Ryan Yale

Artist Statement

My father got cancer when I was 12 years old. Don’t feel sorry. Bad things happen.

His sickness forced me to realize that people don’t live forever at a time when most kids think they will. This is when I first became hyper-vigilant. Aware of the small moments as to not miss a thing. Keys and wallets placed in the same small storage bin near the door. Leather worn, money within. Impermanence breeds a need to hold on tight; as long as you can. I remember details that I don’t want to tell.

Let’s try again. Fleeting, silly, serious moments.

Dollar for dollar nobody protects you like Allstate.

Tell me about your first day at school

Tonight’s going to be a good night.

Excessive busyness makes it easier for me to pay attention, pulling out tidbits of information. My mind wanders yet holds onto things. It picks out what it believes is important and saves it for later. My mind has a mind of its own.

I shall manage because I must.

Can I be invisible and King of the world?

Too much diet coke.

If I try to put how I make art into words that make perfect sense to you it won’t be true because I will be trying to please you, so don’t expect it to make perfect sense. My art is driven by the stored moments not by logic. It over-analyzes a string of thoughts and consciousnesses till there is no answer and all sides can be correct. It is my own language and sometimes I don’t understand it.

The cure for living is thinking

Hopefully they will not catch the snake and if they do they will not kill it.
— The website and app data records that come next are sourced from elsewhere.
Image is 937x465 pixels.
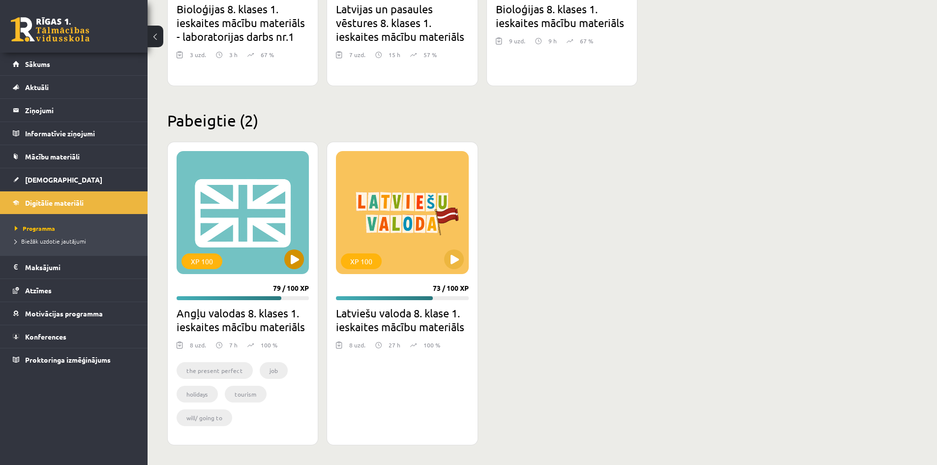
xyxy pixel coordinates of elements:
[177,306,309,333] h2: Angļu valodas 8. klases 1. ieskaites mācību materiāls
[25,175,102,184] span: [DEMOGRAPHIC_DATA]
[423,50,437,59] p: 57 %
[177,2,309,43] h2: Bioloģijas 8. klases 1. ieskaites mācību materiāls - laboratorijas darbs nr.1
[225,386,267,402] li: tourism
[190,340,206,355] div: 8 uzd.
[13,256,135,278] a: Maksājumi
[13,191,135,214] a: Digitālie materiāli
[15,224,55,232] span: Programma
[423,340,440,349] p: 100 %
[11,17,89,42] a: Rīgas 1. Tālmācības vidusskola
[336,2,468,43] h2: Latvijas un pasaules vēstures 8. klases 1. ieskaites mācību materiāls
[388,340,400,349] p: 27 h
[388,50,400,59] p: 15 h
[261,340,277,349] p: 100 %
[548,36,557,45] p: 9 h
[177,362,253,379] li: the present perfect
[13,168,135,191] a: [DEMOGRAPHIC_DATA]
[25,152,80,161] span: Mācību materiāli
[177,386,218,402] li: holidays
[13,279,135,301] a: Atzīmes
[15,237,86,245] span: Biežāk uzdotie jautājumi
[580,36,593,45] p: 67 %
[25,122,135,145] legend: Informatīvie ziņojumi
[167,111,797,130] h2: Pabeigtie (2)
[229,50,238,59] p: 3 h
[13,122,135,145] a: Informatīvie ziņojumi
[15,224,138,233] a: Programma
[25,309,103,318] span: Motivācijas programma
[13,348,135,371] a: Proktoringa izmēģinājums
[341,253,382,269] div: XP 100
[25,286,52,295] span: Atzīmes
[15,237,138,245] a: Biežāk uzdotie jautājumi
[260,362,288,379] li: job
[25,198,84,207] span: Digitālie materiāli
[509,36,525,51] div: 9 uzd.
[13,99,135,121] a: Ziņojumi
[25,256,135,278] legend: Maksājumi
[13,325,135,348] a: Konferences
[13,302,135,325] a: Motivācijas programma
[13,145,135,168] a: Mācību materiāli
[349,340,365,355] div: 8 uzd.
[25,59,50,68] span: Sākums
[336,306,468,333] h2: Latviešu valoda 8. klase 1. ieskaites mācību materiāls
[177,409,232,426] li: will/ going to
[13,76,135,98] a: Aktuāli
[190,50,206,65] div: 3 uzd.
[13,53,135,75] a: Sākums
[25,99,135,121] legend: Ziņojumi
[349,50,365,65] div: 7 uzd.
[25,332,66,341] span: Konferences
[261,50,274,59] p: 67 %
[496,2,628,30] h2: Bioloģijas 8. klases 1. ieskaites mācību materiāls
[25,83,49,91] span: Aktuāli
[181,253,222,269] div: XP 100
[229,340,238,349] p: 7 h
[25,355,111,364] span: Proktoringa izmēģinājums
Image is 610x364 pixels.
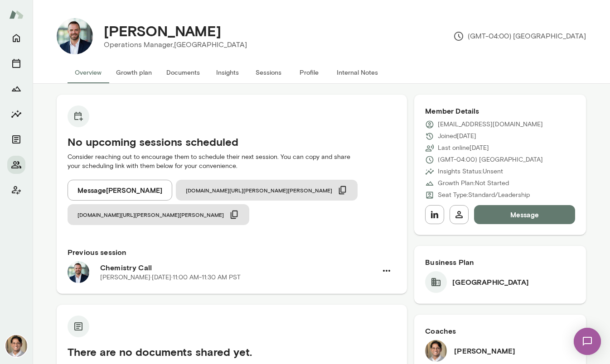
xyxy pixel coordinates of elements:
[67,134,396,149] h5: No upcoming sessions scheduled
[474,205,575,224] button: Message
[100,262,377,273] h6: Chemistry Call
[438,155,543,164] p: (GMT-04:00) [GEOGRAPHIC_DATA]
[425,105,575,116] h6: Member Details
[425,340,447,362] img: Vijay Rajendran
[67,61,109,83] button: Overview
[438,179,509,188] p: Growth Plan: Not Started
[7,181,25,199] button: Client app
[438,191,530,200] p: Seat Type: Standard/Leadership
[438,167,503,176] p: Insights Status: Unsent
[289,61,330,83] button: Profile
[454,345,515,356] h6: [PERSON_NAME]
[425,257,575,268] h6: Business Plan
[67,345,396,359] h5: There are no documents shared yet.
[7,80,25,98] button: Growth Plan
[7,130,25,149] button: Documents
[438,132,476,141] p: Joined [DATE]
[67,180,172,200] button: Message[PERSON_NAME]
[56,18,93,55] img: Joshua Demers
[453,276,529,287] h6: [GEOGRAPHIC_DATA]
[438,143,489,153] p: Last online [DATE]
[67,153,396,171] p: Consider reaching out to encourage them to schedule their next session. You can copy and share yo...
[109,61,159,83] button: Growth plan
[7,105,25,123] button: Insights
[78,211,224,218] span: [DOMAIN_NAME][URL][PERSON_NAME][PERSON_NAME]
[104,39,247,50] p: Operations Manager, [GEOGRAPHIC_DATA]
[248,61,289,83] button: Sessions
[453,31,586,42] p: (GMT-04:00) [GEOGRAPHIC_DATA]
[207,61,248,83] button: Insights
[330,61,385,83] button: Internal Notes
[438,120,543,129] p: [EMAIL_ADDRESS][DOMAIN_NAME]
[100,273,241,282] p: [PERSON_NAME] · [DATE] · 11:00 AM-11:30 AM PST
[67,247,396,258] h6: Previous session
[6,335,27,357] img: Vijay Rajendran
[9,6,23,23] img: Mento
[7,156,25,174] button: Members
[186,187,332,194] span: [DOMAIN_NAME][URL][PERSON_NAME][PERSON_NAME]
[7,29,25,47] button: Home
[176,180,358,200] button: [DOMAIN_NAME][URL][PERSON_NAME][PERSON_NAME]
[104,22,221,39] h4: [PERSON_NAME]
[7,55,25,72] button: Sessions
[67,204,249,225] button: [DOMAIN_NAME][URL][PERSON_NAME][PERSON_NAME]
[425,325,575,336] h6: Coaches
[159,61,207,83] button: Documents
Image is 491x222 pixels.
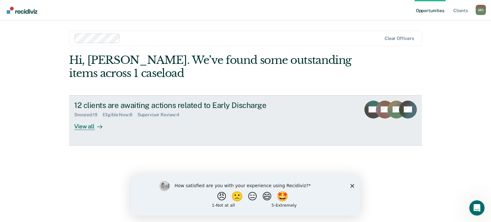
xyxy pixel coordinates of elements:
div: Clear officers [385,36,414,41]
div: Supervisor Review : 4 [138,112,185,118]
div: 12 clients are awaiting actions related to Early Discharge [74,101,299,110]
button: Profile dropdown button [476,5,486,15]
a: 12 clients are awaiting actions related to Early DischargeSnoozed:19Eligible Now:8Supervisor Revi... [69,95,422,146]
iframe: Survey by Kim from Recidiviz [131,175,360,216]
iframe: Intercom live chat [470,201,485,216]
div: M O [476,5,486,15]
img: Recidiviz [7,7,37,14]
div: Hi, [PERSON_NAME]. We’ve found some outstanding items across 1 caseload [69,54,352,80]
div: View all [74,118,110,130]
div: Snoozed : 19 [74,112,103,118]
div: Eligible Now : 8 [103,112,138,118]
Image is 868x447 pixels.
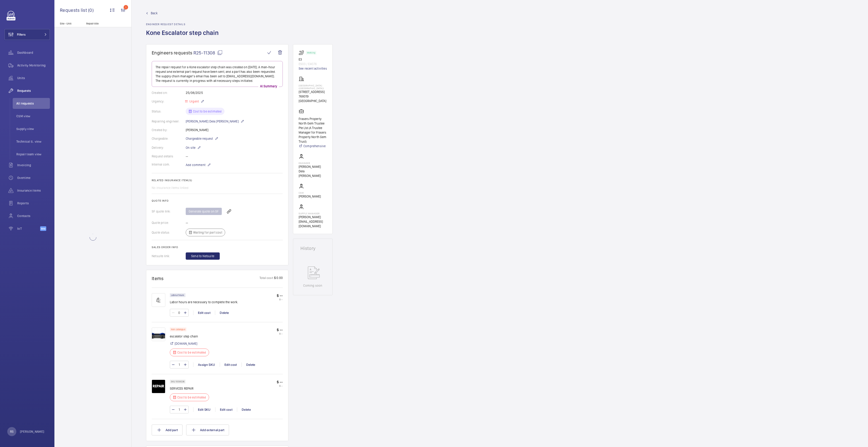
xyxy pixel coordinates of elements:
span: Urgent [189,99,199,103]
p: [PERSON_NAME][EMAIL_ADDRESS][DOMAIN_NAME] [298,215,327,228]
p: Cost to be estimated [177,350,206,355]
h2: Sales order info [152,245,283,249]
img: muscle-sm.svg [152,293,166,307]
span: Contacts [17,213,50,218]
h1: Kone Escalator step chain [146,29,221,45]
p: 768019 [GEOGRAPHIC_DATA] [298,94,327,103]
span: Back [151,11,158,16]
p: [GEOGRAPHIC_DATA] ([GEOGRAPHIC_DATA]) [298,84,327,90]
p: Labour hours [171,295,185,296]
p: RS [10,429,14,434]
p: Repair title [86,22,116,25]
img: 4IH7dyk0lKfVbRFSf4R9ywTe9GShna42_NoCtMvpQiKEiGqH.png [152,380,166,393]
span: Activity Monitoring [17,63,50,67]
span: Requests [17,88,50,93]
button: Filters [5,29,50,40]
p: escalator step chain [170,334,212,338]
div: Assign SKU [193,363,220,367]
div: Delete [237,407,255,412]
span: Filters [17,32,26,37]
p: Labor hours are necessary to complete the work. [170,300,238,304]
p: SKU 1008536 [171,381,185,382]
h2: Engineer request details [146,23,221,26]
p: $ -- [277,293,283,298]
p: On site [186,145,201,151]
p: $ -- [277,380,283,384]
span: Beta [40,226,46,231]
span: Reports [17,201,50,206]
a: See recent activities [298,66,327,71]
p: Working [307,52,316,54]
p: E3 [298,57,327,62]
p: Cost to be estimated [177,395,206,400]
p: Engineer [298,162,327,164]
span: Insurance items [17,188,50,193]
span: CSM view [16,114,50,118]
p: CSM [298,191,321,194]
a: Comprehensive [298,144,327,149]
span: Send to Netsuite [191,254,214,259]
span: IoT [17,226,40,231]
p: The repair request for a Kone escalator step chain was created on [DATE]. A man-hour request and ... [156,65,279,83]
button: Send to Netsuite [186,253,220,260]
p: SERVICES REPAIR [170,386,212,391]
p: $ -- [277,298,283,300]
p: ES03 / E4076 [298,62,327,66]
h2: Quote info [152,199,283,202]
h2: Related insurance item(s) [152,179,283,182]
p: [PERSON_NAME] [298,194,321,199]
p: [PERSON_NAME] Dela [PERSON_NAME] [298,164,327,178]
p: $ -- [277,327,283,332]
button: Add external part [186,425,229,435]
img: escalator.svg [298,50,306,56]
span: Dashboard [17,50,50,55]
span: Chargeable request [186,136,213,141]
span: Supply view [16,126,50,131]
span: Units [17,76,50,80]
span: Invoicing [17,163,50,168]
p: $ -- [277,332,283,335]
p: Site - Unit [54,22,84,25]
p: Non catalogue [171,329,185,331]
span: Overtime [17,175,50,180]
h1: Items [152,276,164,281]
div: Delete [242,363,260,367]
p: Frasers Property North Gem Trustee Pte Ltd (A Trustee Manager for Frasers Property North Gem Trust) [298,116,327,144]
p: [PERSON_NAME] Dela [PERSON_NAME] [186,118,244,124]
span: All requests [16,101,50,105]
img: 1756107988841-67ab5c30-b541-47ce-9432-b95e2d2ce2ea [152,327,166,341]
p: $ -- [277,384,283,387]
div: Edit cost [193,310,215,315]
a: [DOMAIN_NAME] [175,341,197,346]
span: R25-11308 [194,50,223,56]
p: [PERSON_NAME] [20,429,45,434]
div: Edit cost [215,407,237,412]
span: Add comment [186,162,206,167]
span: Engineers requests [152,50,192,56]
p: Supply manager [298,212,327,215]
button: Add part [152,425,183,435]
div: Edit cost [220,363,242,367]
p: $ 0.00 [274,276,283,281]
span: Requests list [60,7,88,13]
p: AI Summary [259,84,279,88]
div: Delete [215,310,234,315]
span: Repair team view [16,152,50,156]
p: Total cost: [259,276,274,281]
h1: History [300,246,325,251]
p: Coming soon [303,283,322,288]
span: Technical S. view [16,139,50,144]
p: [STREET_ADDRESS] [298,90,327,94]
div: Edit SKU [193,407,215,412]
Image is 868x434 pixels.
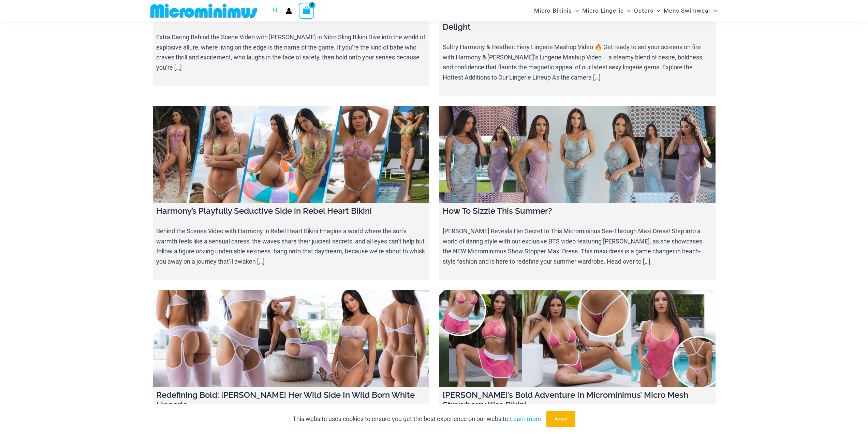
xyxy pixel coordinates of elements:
p: Extra Daring Behind the Scene Video with [PERSON_NAME] in Nitro Sling Bikini Dive into the world ... [156,32,426,72]
h4: Harmony’s Playfully Seductive Side in Rebel Heart Bikini [156,206,426,216]
a: Tayla’s Bold Adventure In Microminimus’ Micro Mesh Strawberry Kiss Bikini [439,290,715,387]
img: MM SHOP LOGO FLAT [148,3,260,19]
p: Behind the Scenes Video with Harmony in Rebel Heart Bikini Imagine a world where the sun’s warmth... [156,226,426,267]
span: Menu Toggle [710,2,718,19]
p: This website uses cookies to ensure you get the best experience on our website. [293,414,541,424]
a: Micro LingerieMenu ToggleMenu Toggle [580,2,632,19]
a: OutersMenu ToggleMenu Toggle [632,2,662,19]
a: Learn more [510,415,541,422]
a: Search icon link [273,6,279,15]
span: Mens Swimwear [664,2,710,19]
h4: Wild Born x Love Games: Harmony and [PERSON_NAME]’s Lingerie Delight [442,12,712,32]
h4: How To Sizzle This Summer? [442,206,712,216]
a: View Shopping Cart, empty [298,2,315,19]
span: Outers [634,2,653,19]
span: Menu Toggle [623,2,631,19]
a: Micro BikinisMenu ToggleMenu Toggle [533,2,580,19]
a: Redefining Bold: Heather Unleashes Her Wild Side In Wild Born White Lingerie [153,290,429,387]
p: [PERSON_NAME] Reveals Her Secret In This Micromininus See-Through Maxi Dress! Step into a world o... [442,226,712,267]
span: Micro Lingerie [582,2,623,19]
span: Micro Bikinis [534,2,572,19]
span: Menu Toggle [572,2,578,19]
p: Sultry Harmony & Heather: Fiery Lingerie Mashup Video 🔥 Get ready to set your screens on fire wit... [442,42,712,83]
h4: [PERSON_NAME]’s Bold Adventure In Microminimus’ Micro Mesh Strawberry Kiss Bikini [442,390,712,410]
h4: Redefining Bold: [PERSON_NAME] Her Wild Side In Wild Born White Lingerie [156,390,426,410]
span: Menu Toggle [653,2,660,19]
a: How To Sizzle This Summer? [439,105,715,203]
nav: Site Navigation [531,1,720,20]
button: Accept [546,411,575,427]
a: Mens SwimwearMenu ToggleMenu Toggle [662,2,719,19]
a: Account icon link [286,8,292,14]
a: Harmony’s Playfully Seductive Side in Rebel Heart Bikini [153,105,429,203]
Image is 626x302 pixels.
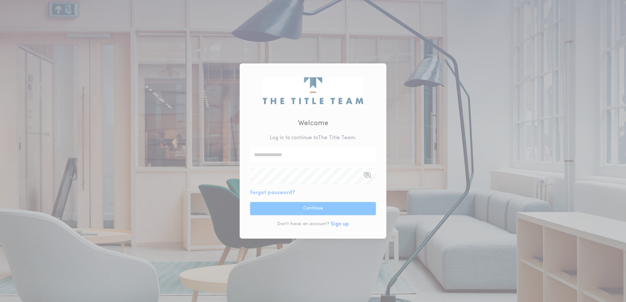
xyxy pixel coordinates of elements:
[270,134,356,142] p: Log in to continue to The Title Team .
[262,77,363,104] img: logo
[250,189,295,197] button: Forgot password?
[277,221,329,228] p: Don't have an account?
[298,118,328,129] h2: Welcome
[330,221,349,228] button: Sign up
[250,202,376,215] button: Continue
This can be frustrating at times.

I am giving myself permission to make useless art. By useless, I mean driven by impracticality and informed by moments quietly noticed rather than shouted. What is noticed now has been built upon what was noticed before, creating a chain reaction that forms a diagram or conversation about something bigger;  insignificant moments that accumulate and become something significant.